Rare, archival photographs and footage do much of this work as well. The film begins with grainy and rare photographs of students in contraband schools, where fugitive slaves learned to read and write during the Civil War– defying laws against educating enslaved people. Next the film includes footage from 1930s and ’40s of students learning and socializing at HBCUs, as well as images from the project at Howard University for the National Association for the Advancement of Colored People (NAACP). The project documented and contrasted the conditions of schools for African-American and white children across the south. This later helped to turned the tide against segregation in schools. The documentary also includes images of football games, marching bands, and graduations at HBCUs from the 1930s to the present day. “One of the reasons why I chose to do this film is that there are great witnesses who could tell this story,” said Nelson. “As we go further back in history, we used great pictures and photographic evidence from all these colleges, which have never been seen before. We unearthed a great archive, a treasure trove.”

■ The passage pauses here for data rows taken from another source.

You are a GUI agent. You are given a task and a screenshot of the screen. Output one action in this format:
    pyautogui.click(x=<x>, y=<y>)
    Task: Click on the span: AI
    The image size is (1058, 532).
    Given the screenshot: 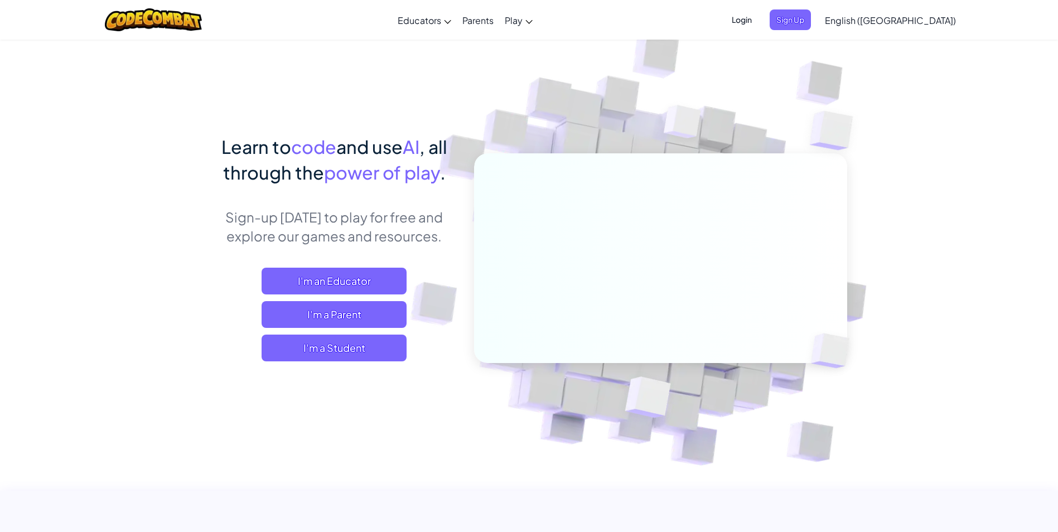 What is the action you would take?
    pyautogui.click(x=411, y=147)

This film, financed in part by the National Endowment for the Humanities, PBS, Corporation for Public Broadcasting, Independent Lens, and ITVS, is the centerpiece of HBCU Rising, an online project that features audio and video shorts, HBCU college tours, and a crowd-sourced HBCU digital yearbooks across different media.
“I wanted to tell this great story in a way that entertains,” said Nelson. “If you can tell this history in an entertaining way, you can begin to open people’s minds and help them see things in a different way.”
Nelson is a MacArthur “Genius” Fellow (awarded in 2000), received the National Humanities Medal presented by President Barack Obama in 2013, and, in 2016, he received a Peabody Award “for his pursuit of social justice as a documentary filmmaker.” The story of HBCUs may not be a common one, but it is an important one to tell – and to witness.